In the end, the show turns on its protagonist: Detective Jimmy NcNulty, a (sometimes) high-functioning alcoholic who actually cares about his work and about other people in a way that goes beyond self-promotion or self-interest. He breaks every rule on the job, he ruins his marriage and probably his kids' chance at a life without major issues, he sabotages every friendship that comes his way, and he never apologizes for any of it. But he's a great cop, and a person who understands other people, which is what makes him so charismatic. A truly tragic figure he is, but you just can't help rooting for him in the face of all his many, many flaws. He's one of the few television or film characters that I can really say I love, unequivocally, as a character.  
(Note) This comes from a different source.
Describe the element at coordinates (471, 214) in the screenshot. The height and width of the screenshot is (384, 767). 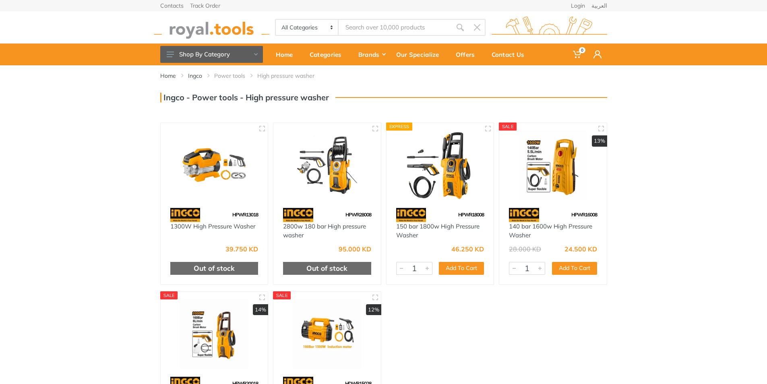
I see `span: HPWR18008` at that location.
And, so, in honor of Jimmy McNulty and David Simon for creating him, here's a prose poem in their honor.

I love "The Wire."

I love the gritty realism of a West Baltimore corner: its dilapidated storefronts advertising pay day loans and girls girls girls, its bodegas that are really stash-houses guarded with "muscle" carrying nine millimeters with scratched off serial numbers. I love its seven-year old boys -- who already curse and posture like men three times their age -- running from the teenage Lieutenant on the corner to the hidden stash around back and then to the scratching, shaking addict who needs a fix (because you can't get life without parole in "baby booking").  I love its bustling housing projects, which show us the worst kinds of tragedy and the best displays of human strength, where older brothers and sisters usher younger siblings out the door for school, handing them Capri Suns and Doritos for lunch, acting as mom as best they can before heading off to the corner to be lookouts or runners to earn the money that puts food in their families' mouths. I even love the rectangular ply-wood blockades in door frames that announce neglected rent payments and hide bodies that are nobodies to the Somebody who runs the city. I love the honesty.

I love the lack of bad guys: that the cops are good, and bad, and sad, and brutal, and kind, and incompetent, and brilliant. I love that Detective Jimmy McNulty gives his own wife syphilis from yet another late-night hook up in a bar, but that he also befriends Bubbles, a 40-year-old crack addict living on the street. I love that the drug dealers are smart, and mean, and noble, and heartless, and vengeful, and honorable, and sensitive. I love that Omar Little kills people with a sawed off shotgun, but that he takes his grandma to church each Sunday, so she can wear her "crown." I love that Avon Barksdale kills his best friend over money, but that he also pays "disability" to the families of his "soldiers" in "lock-up" and that he donates large portions of his massive drug profits to local after-school programs. I love that the teachers are broken, and brilliant, and neglectful, and caring, and overworked, and lazy, and brave. I love that Mr. Presboluski lets eighth-grade Dukie into the boys locker room each morning so that Dukie can shower, and that "Mr. Prezbo" does Dukie's laundry and brings him lunch each day because Dukie's mother's "on the pipe," but that that same "Mr. Prezbo" kills a man because of the color of his skin -- skin the same color as Dukie's.

I love the social commentary: the indictment that the dockworkers' union smuggles people and embezzles money and that the politicians launder money for the drug dealers in exchange for campaign contributions. I love that we see how the police are forced to make "low level street rips" to "juke the stats" in order to create the appearance of a falling crime rate. I love that we see how the schools' truant officers only force kids to come to school one day each month, because that's all the attendance the state requires in exchange for ADA. I love the indictment that the drug dealers claims of loyalty and family fall apart as soon as money becomes involved.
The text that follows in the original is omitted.